On 5/11/07, Lennart Sorensen <[EMAIL PROTECTED]> wrote:

I have no idea what kinds of disks you use but I haven't seen drives
fail very often.  Well not since I stopped dealing with IBM/Seagate SCSI
drives.

How about raid6 then?



I use Seagate, Hitachi and Maxtor.  They all have various levels of suckage
depending on the models and production runs.

Don't take my word for it.  There were 3 papers that came out at FAST this
year although maybe it was 2 at FAST and another one from somewhere else.
One was Carnegie Mellon, the other is one from Google.

They are a good read, highly recommended.

http://www.usenix.org/events/fast07/tech/schroeder.html

http://www.usenix.org/events/fast07/tech/pinheiro.html


How many thousands of machines do you deal with?

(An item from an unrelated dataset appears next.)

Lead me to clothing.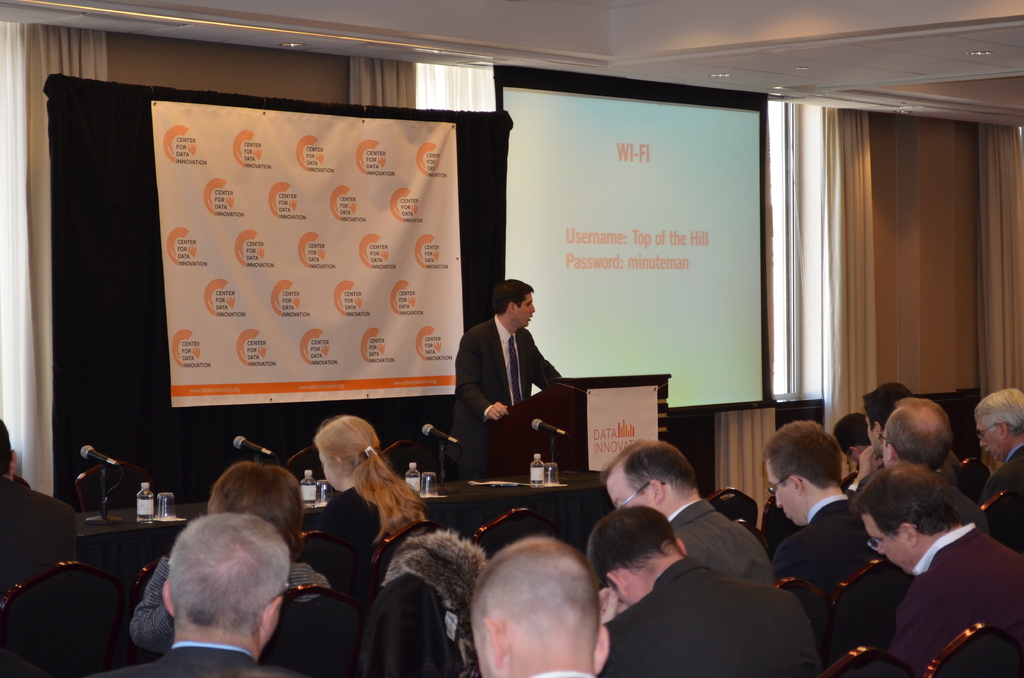
Lead to x1=667 y1=499 x2=774 y2=586.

1,500 machines online, 4 drives/machine, a mix of PATA and SATA. 4,000 hard
drives in cold storage. 500 hard-drives in boxes awaiting possible recovery.


2 boxes with 4x500GB disks should cost close to $3K.  Mirror the data, the
> services, etc... and sleep easy at night.

And how do you keep machines mirrored constantly?  Having raid5 or 6 at
least means a single disk failure won't take down the machine and force
you to start up somewhere else.



Well, you can try and be fancy using drbd, or you can try and be fancier and
do it at the application layer with rsync or your own smarts, i.e. Googles
DFS or the Open Source implementation in Hadoop.

Basically an exercise for the reader.

HOWEVER, your point is well taken.  There is a difference between  archival
storage and production storage.  I wouldn't have a problem using RAID5 or
RAID6 on a production machine that had a derivative copy of the golden
data.  It can give you huge performance wins under certain loads.  Backups,
or original copies of the data are not something I would put on RAID,
probably ever.

It's not so much that running a few servers here or there with RAID
controllers and drives from various manufactures don't run OK for time X,
it's that statistically speaking, that "OK"ness isn't good enough.

Tape is lame and dead, so that's right out.  That leaves disk.  If there
were an earthquake and your servers tumble over and their drives spill all
over the place, I like the idea of walking into the pile and having some
hope that a single drive has some amount of readable useful data on it.  If
I was using RAID5/6, then it would be jumblies of parity bits and useless
controller/RAID crap.

Again, it's a stronger case for archival storage or of your only copy.  i.e.
at home, my mp3 collection could be sitting on RAID5, but it's not, it's on
RAID1, so each disk is useful on it's own.